The canonical situation of the Society of St. Pius X (SSPX), a group founded in 1970 by Archbishop Marcel Lefebvre, is unresolved. It has been described as "both complex and fluid."
The SSPX has been the subject of much controversy since 1988, when Bernard Fellay, Bernard Tissier de Mallerais, Richard Williamson and Alfonso de Galarreta were illicitly consecrated at the Ecône, Switzerland, International Seminary of Saint Pius X as bishops in violation of Latin Church canon law. Lefebvre and the four other SSPX bishops individually incurred a disciplinary latae sententiae excommunication for the schismatic act; the excommunications of the four living SSPX bishops were remitted in 2009.

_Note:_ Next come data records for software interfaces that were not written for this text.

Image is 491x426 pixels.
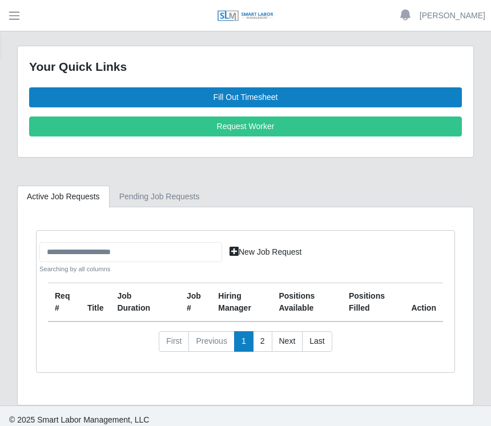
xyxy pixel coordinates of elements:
[180,283,211,322] th: Job #
[419,10,485,22] a: [PERSON_NAME]
[217,10,274,22] img: SLM Logo
[253,331,272,352] a: 2
[272,283,342,322] th: Positions Available
[29,58,462,76] div: Your Quick Links
[80,283,111,322] th: Title
[17,185,110,208] a: Active Job Requests
[302,331,332,352] a: Last
[272,331,303,352] a: Next
[29,116,462,136] a: Request Worker
[29,87,462,107] a: Fill Out Timesheet
[110,185,209,208] a: Pending Job Requests
[211,283,272,322] th: Hiring Manager
[48,331,443,361] nav: pagination
[222,242,309,262] a: New Job Request
[110,283,165,322] th: Job Duration
[342,283,404,322] th: Positions Filled
[404,283,443,322] th: Action
[234,331,253,352] a: 1
[48,283,80,322] th: Req #
[39,264,222,274] small: Searching by all columns
[9,415,149,424] span: © 2025 Smart Labor Management, LLC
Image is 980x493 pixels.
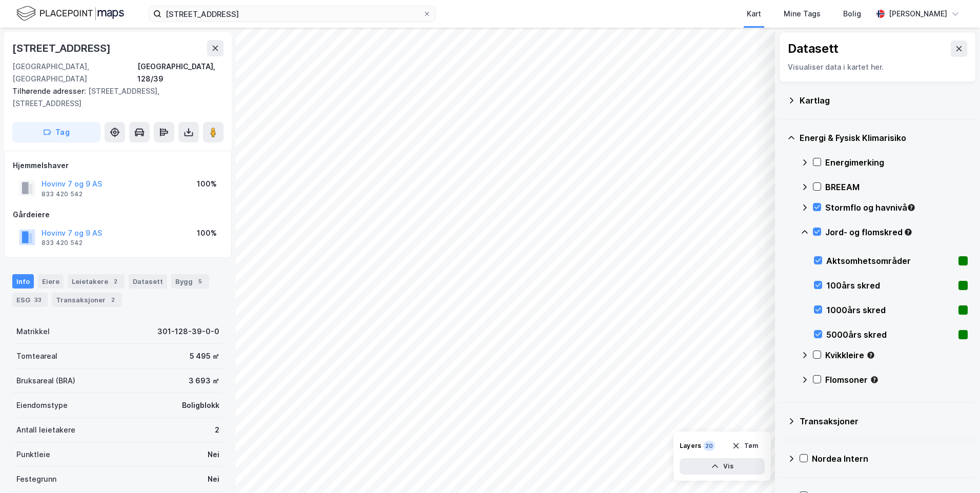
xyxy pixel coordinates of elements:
div: Jord- og flomskred [825,226,968,238]
div: Energimerking [825,156,968,169]
div: Gårdeiere [12,208,223,221]
div: Kart [747,7,761,20]
div: ESG [12,293,48,307]
div: BREEAM [825,181,968,193]
div: 20 [704,441,715,451]
div: Transaksjoner [800,415,968,427]
div: Layers [680,442,701,450]
div: 833 420 542 [41,190,83,199]
div: Kartlag [800,94,968,107]
div: 100års skred [826,279,954,291]
button: Tøm [725,438,765,454]
div: 5 [195,276,205,286]
div: Aktsomhetsområder [826,255,954,267]
div: Tooltip anchor [906,203,916,212]
div: Boligblokk [182,399,219,411]
div: Kvikkleire [825,349,968,361]
div: Nordea Intern [812,452,968,465]
div: Bolig [843,7,861,20]
div: 2 [214,424,219,436]
div: 833 420 542 [41,239,83,247]
div: Matrikkel [17,325,50,337]
div: Datasett [788,41,838,57]
div: Flomsoner [825,373,968,385]
div: Punktleie [17,448,50,461]
div: [GEOGRAPHIC_DATA], 128/39 [137,60,223,85]
div: [STREET_ADDRESS], [STREET_ADDRESS] [12,85,215,110]
div: [PERSON_NAME] [889,7,947,20]
div: Eiere [38,274,64,289]
div: Antall leietakere [17,424,75,436]
div: Nei [208,448,219,461]
div: [GEOGRAPHIC_DATA], [GEOGRAPHIC_DATA] [12,60,137,85]
div: 5000års skred [826,328,954,341]
div: Bygg [171,274,209,289]
iframe: Chat Widget [929,443,980,493]
div: [STREET_ADDRESS] [12,40,113,56]
div: 301-128-39-0-0 [157,325,219,337]
div: Tooltip anchor [867,351,876,360]
div: Datasett [128,274,167,289]
div: 2 [108,294,118,304]
div: Tomteareal [17,350,57,362]
div: Tooltip anchor [870,375,879,384]
div: 100% [197,227,217,239]
div: Leietakere [68,274,124,289]
div: 1000års skred [826,304,954,316]
div: Mine Tags [784,7,820,20]
div: Stormflo og havnivå [825,201,968,213]
div: Nei [208,473,219,485]
div: 100% [197,178,217,190]
div: Visualiser data i kartet her. [788,61,968,74]
div: Bruksareal (BRA) [17,375,75,387]
span: Tilhørende adresser: [12,87,89,95]
div: Transaksjoner [52,293,122,307]
img: logo.f888ab2527a4732fd821a326f86c7f29.svg [17,5,124,22]
div: Tooltip anchor [904,227,913,237]
div: 33 [32,294,44,304]
button: Vis [680,458,765,474]
div: 2 [110,276,121,286]
div: 5 495 ㎡ [190,350,219,362]
button: Tag [12,122,100,142]
div: Energi & Fysisk Klimarisiko [800,132,968,144]
input: Søk på adresse, matrikkel, gårdeiere, leietakere eller personer [161,6,423,22]
div: Eiendomstype [17,399,68,411]
div: Hjemmelshaver [12,160,223,171]
div: 3 693 ㎡ [189,375,219,387]
div: Info [12,274,34,289]
div: Festegrunn [17,473,56,485]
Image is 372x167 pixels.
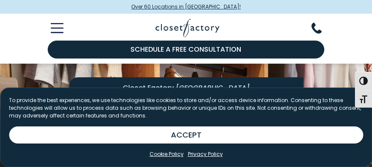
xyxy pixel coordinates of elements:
[48,41,325,58] a: Schedule a Free Consultation
[41,23,64,33] button: Toggle Mobile Menu
[312,23,332,34] button: Phone Number
[123,83,174,93] span: Closet Factory
[9,96,363,119] p: To provide the best experiences, we use technologies like cookies to store and/or access device i...
[150,150,184,158] a: Cookie Policy
[156,19,220,37] img: Closet Factory Logo
[176,83,250,93] span: [GEOGRAPHIC_DATA]
[355,72,372,90] button: Toggle High Contrast
[355,90,372,107] button: Toggle Font size
[131,3,241,11] span: Over 60 Locations in [GEOGRAPHIC_DATA]!
[9,126,363,143] button: ACCEPT
[188,150,223,158] a: Privacy Policy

Talks between the Society and the Holy See are at an impasse, and the Holy See considers that the Society has broken away from communion with the Catholic Church. Although the Holy See has granted to all priest members of the Society the faculty to give sacramental absolution validly to those who attend its churches and has authorised local ordinaries to grant permission for celebrating marriages of followers of the Society (see sections on faculties below), the Holy See has declared in a letter to the Society dated 26 June 2017 and approved by Pope Francis on 20 May 2017 that full re-establishment of communion is conditional on its members making the 1998 profession of faith, accepting explicitly, with the degree of adhesion due to them, the teachings of the Second Vatican Council and subsequent Church teachings, and recognising not only the validity but also the legitimacy of the rite of Mass and the other sacraments celebrated according to the liturgical books promulgated after that council.